Low Risk

health

Get system health including math layer status. Reports on Fisher-Rao, Sheaf consistency, and Langevin dynamics health. Also includes database integrity and component status.

How to control health ↓

AI agents call health to retrieve information from Qualixar/superlocalmemory without modifying anything — typically the context-gathering step in research, monitoring, and reporting workflows, before the agent takes action elsewhere.

Low Risk

This tool queries and retrieves system health metrics and status information. It performs no data modifications, deletions, code execution, or financial operations.
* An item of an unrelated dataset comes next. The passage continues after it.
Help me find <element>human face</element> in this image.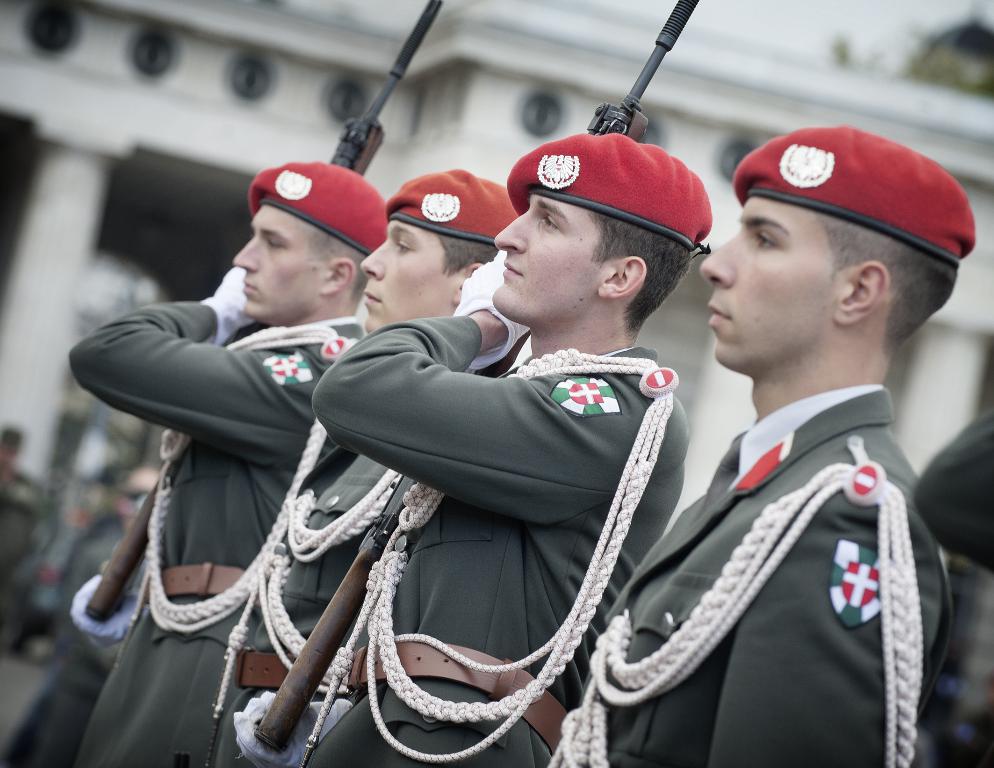
Found it: select_region(495, 190, 605, 327).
The scope is purely observational/diagnostic monitoring of internal system state (mathematical layer health, database integrity, component status). No blast radius from misuse beyond information disclosure.
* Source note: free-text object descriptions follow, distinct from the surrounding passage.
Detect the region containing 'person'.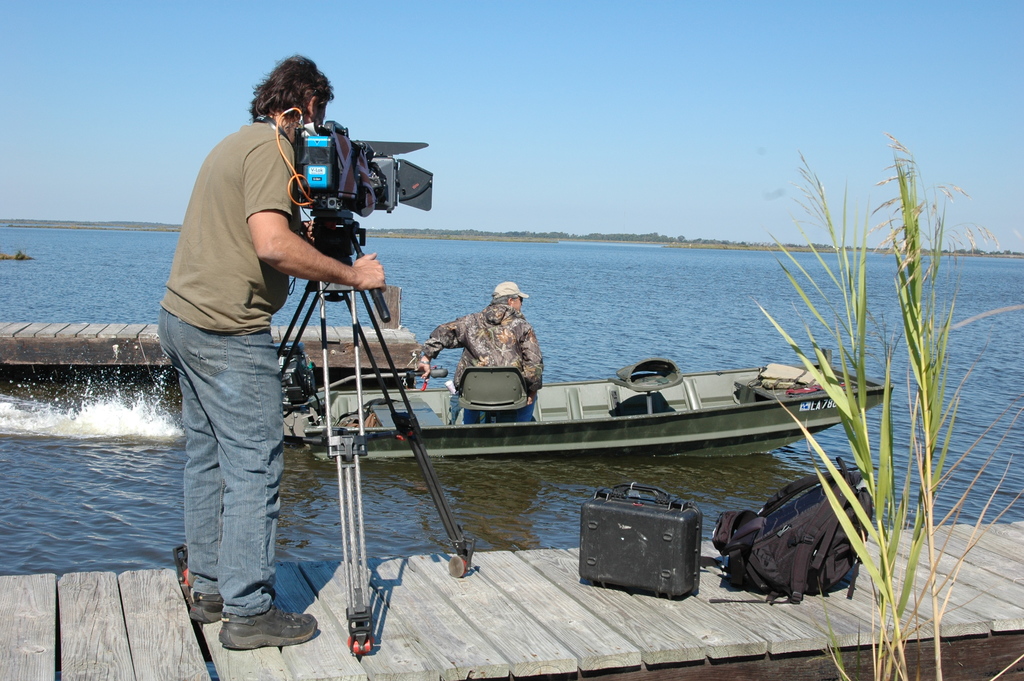
bbox=[415, 279, 549, 411].
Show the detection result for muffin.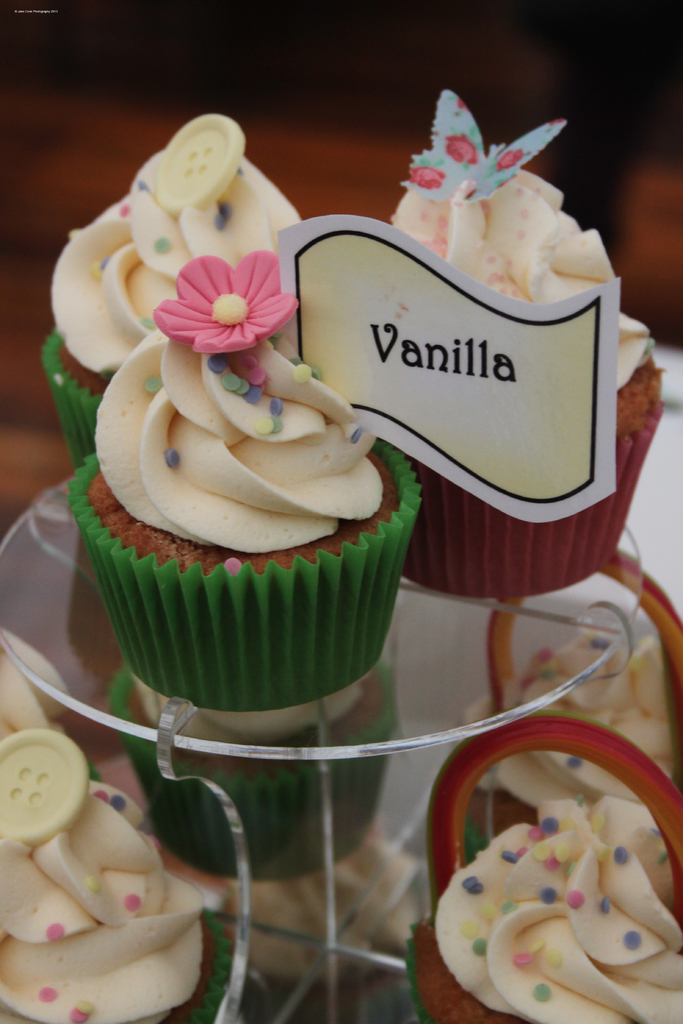
[400, 790, 682, 1023].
From the tool's definition Tool name 'health' and description 'Get system health including math layer status. Reports on Fisher-Rao, Sheaf consistency, and Langevin dynamics health.

Documented attack patterns abuse exactly the kind of access health gives an agent:

PolicyLayer is an MCP gateway — it sits between your AI agents and Qualixar/superlocalmemory, and nothing reaches the server without passing your rules. This is the rule we recommend for health:

policy.json
{
  "version": "1",
  "default": "deny",
  "tools": {
    "health": {}
  }
}

health is read-only, so it stays allowed — but everything else on the server is denied unless you say otherwise.

  1. Create a free account and register Qualixar/superlocalmemory — nothing to install.
  2. Add this policy — paste it, or build it visually.
  3. Point your MCP client (Claude, Cursor, anything) at your gateway URL.
CAP THIS TOOL →

Free to start. No card required.

Go deeper

What does the health tool do? +

Get system health including math layer status. Reports on Fisher-Rao, Sheaf consistency, and Langevin dynamics health. Also includes database integrity and component status. It is categorised as a Read tool in the Qualixar/superlocalmemory MCP Server, which means it retrieves data without modifying state.

How do I enforce a policy on health? +

Register the Qualixar/superlocalmemory MCP server in PolicyLayer and add a rule for health: allow, deny, rate-limit, or require approval. Point your MCP client at the PolicyLayer proxy URL and the rule is enforced on every call, before it reaches Qualixar/superlocalmemory. Nothing to install.

What risk level is health? +

health is a Read tool with low risk. Read-only tools are generally safe to allow by default.

Can I rate-limit health? +

Yes. Add a rate_limit block to the health rule in your PolicyLayer policy. For example, setting max: 10 and window: 60 limits the tool to 10 calls per minute. Rate limits are tracked per agent session and reset automatically.

How do I block health completely? +

Set action: deny in the PolicyLayer policy for health. The AI agent will receive a policy violation error and cannot call the tool. You can also include a reason field to explain why the tool is blocked.

What MCP server provides health? +

health is provided by the Qualixar/superlocalmemory MCP server (qualixar/superlocalmemory). PolicyLayer sits as a proxy in front of this server to enforce policies before tool calls reach the server.

Enforce policy on every Qualixar/superlocalmemory tool call.

Deterministic rules across all 59 Qualixar/superlocalmemory tools. Per-identity grants. Full audit log. Live in minutes. Nothing to install.

Free to start. No card required.

59 Qualixar/superlocalmemory tools catalogued and risk-classified — across an index of 42,500+ MCP servers.